World Food Program USA’s Statement on the President’s FY18 Budget
Washington, D.C.—The release of the President’s FY18 budget provides an opportunity to highlight the critical importance of longstanding U.S. leadership in the fight to end global hunger. Few issues have brought together consecutive Administrations, Congresses and the American people more than the effort to ensure that no child suffers from hunger. This is driven by an understanding that overcoming global food insecurity is not only the right thing to do, but it is the smart thing to do. Solving hunger contributes to a stronger, more prosperous and secure world.
Today we are facing a critical moment in that fight. Never before have so many people been displaced by conflict and natural disasters. More than 65 million people are displaced by violence, conflict and persecution and each year extreme weather displaces 22.5 million more. Last month, famine was officially declared in parts of South Sudan as famine looms in three other nations affected by violence and natural disaster: Yemen, Somalia and northeast Nigeria. Approximately 70 million people will require emergency food assistance this year. The severity of the global humanitarian situation is unprecedented.
Without continued support and leadership, chronic food insecurity in these countries will have long-term impacts on their ability to rebound from crisis, allowing localized crises to spill over beyond borders, affecting regional and global security. Hunger is the most extreme manifestation of poverty. Food is fundamental to life and when denied the ability to feed themselves or their families, people turn to extreme measures to ensure their survival.
Recognizing the moral, economic and national security implications of global food insecurity, the U.S. has historically provided funding for programs serving as the last line of defense between a hungry family and starvation, including the Food For Peace program (Title II), the Emergency Food Security Program (EFSP), and the McGovern-Dole International Food for Education and Child Nutrition Program. With support from Congress and the Executive Branch, more than 4 billion people have benefited from U.S. food assistance since the office of Food For Peace was established by President Eisenhower more than 50 years ago. In FY15 alone, these programs served 36 million people in 43 countries with crops grown by U.S. farmers.
The World Food Programme (WFP) is the U.S. government’s largest partner in the delivery of this life-saving food assistance. The U.S. was a founder of WFP in 1961, and is consistently the largest single contributor to the organization. This year, the U.S. provided 24% of WFP’s total needs of $8.6 billion. With continued leadership from the U.S, and increased contributions from donors in Europe and the Middle East, WFP was able to reach 76 million of the world’s most vulnerable people across 81 countries with life-saving food assistance in 2015. While burden-sharing has increased, funding has not kept pace with growing need.
These are not abstract numbers. Actual human lives hang in the balance. Any reduction in support for these programs will affect the world’s most vulnerable—mainly women and children, who make up over 80% of the people helped by agencies like WFP. This includes women like the mother in South Sudan who walked for two months with her child strapped to her back to find safety and the Syrian woman living in a tent in Lebanon’s Bekaa Valley who ties scarves around her children’s bellies to stop the hunger pangs. When adequate funding for food assistance is not provided, families like this resort to negative coping strategies like selling off productive assets, going days—sometimes a full week—without food, pulling children out of school to work, or marrying daughters off at a young age to have one less mouth to feed.
One life-changing program proposed for elimination within the President’s Budget is the McGovern-Dole school feeding program. The McGovern-Dole program provides a transformative link between education and food security in the world’s poorest countries, reaching almost 3 million children each year. The promise of a nutritious meal increases school enrollment and attendance, improves academic performance and can be quickly used to ramp up food assistance during emergencies by sending additional food rations home with students. This is especially beneficial for girls in low-income countries who often face unique barriers to education and nutrition. Parents often keep girls at home to care for relatives and girls are often the last to eat when there is limited food at home. Sometimes the only food a child will eat that day, a McGovern-Dole meal delivers hope and opportunity in places where both are hard to come by.
U.S. leadership in the fight against global hunger has always represented the best of who we are—and the world needs nothing but our best right now.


Description of the task: After locating the line that contains "plant detection?", output that line and each one following it, exactly, to the end of the entries. No pictures.

(Referring expression grounding data)
━━━━━━━━━━━━━━━━━━━━━━━━━━━━━━
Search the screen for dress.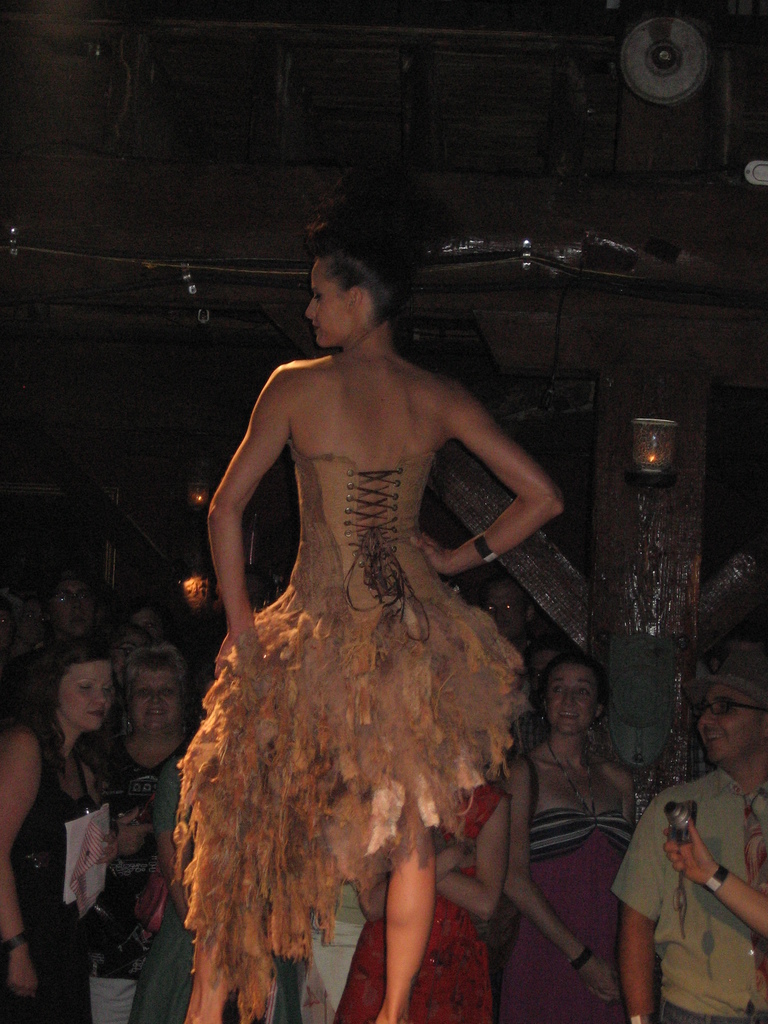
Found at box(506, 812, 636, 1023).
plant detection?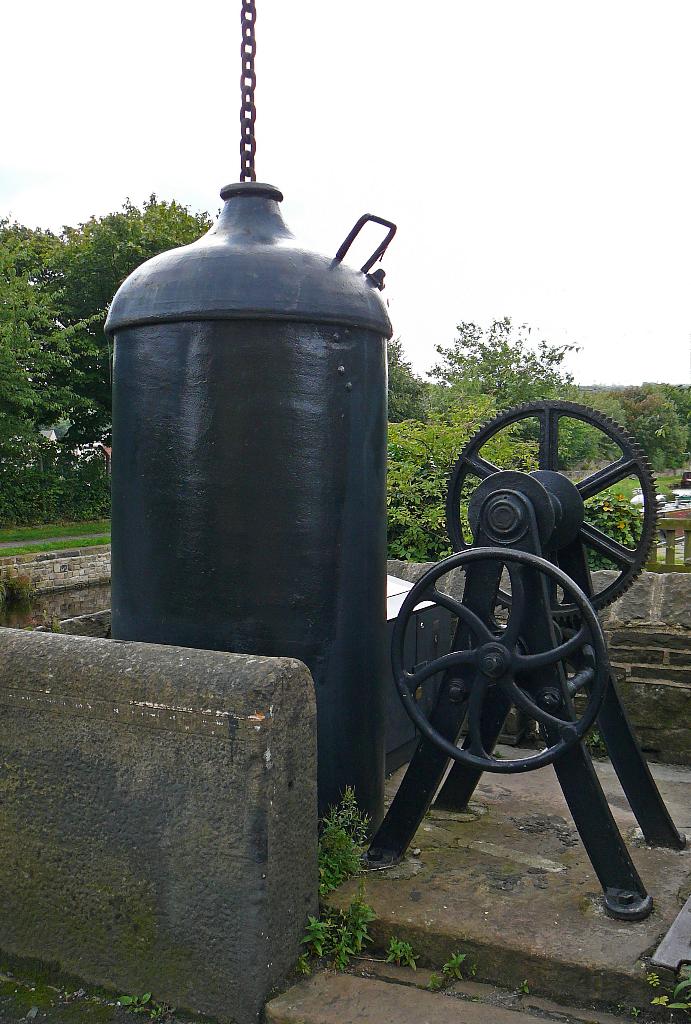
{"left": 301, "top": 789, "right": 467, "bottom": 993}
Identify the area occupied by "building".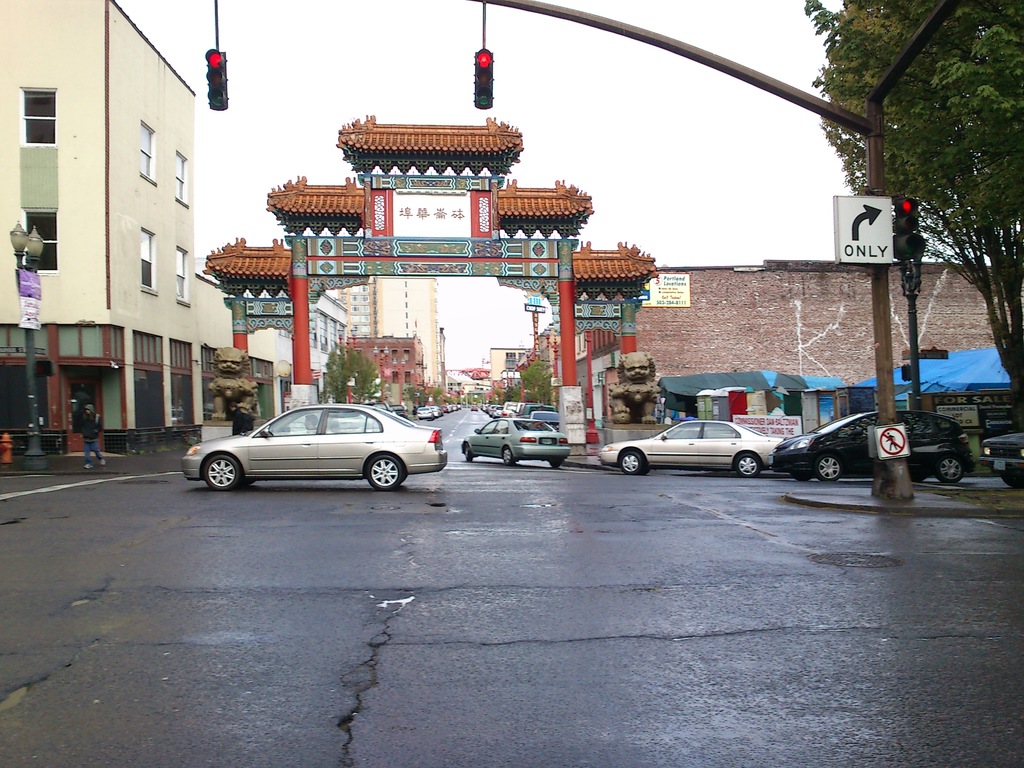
━━━━━━━━━━━━━━━━━━━━━━━━━━━━━━
Answer section:
plant detection?
{"left": 301, "top": 789, "right": 467, "bottom": 993}
Identify the area occupied by "building".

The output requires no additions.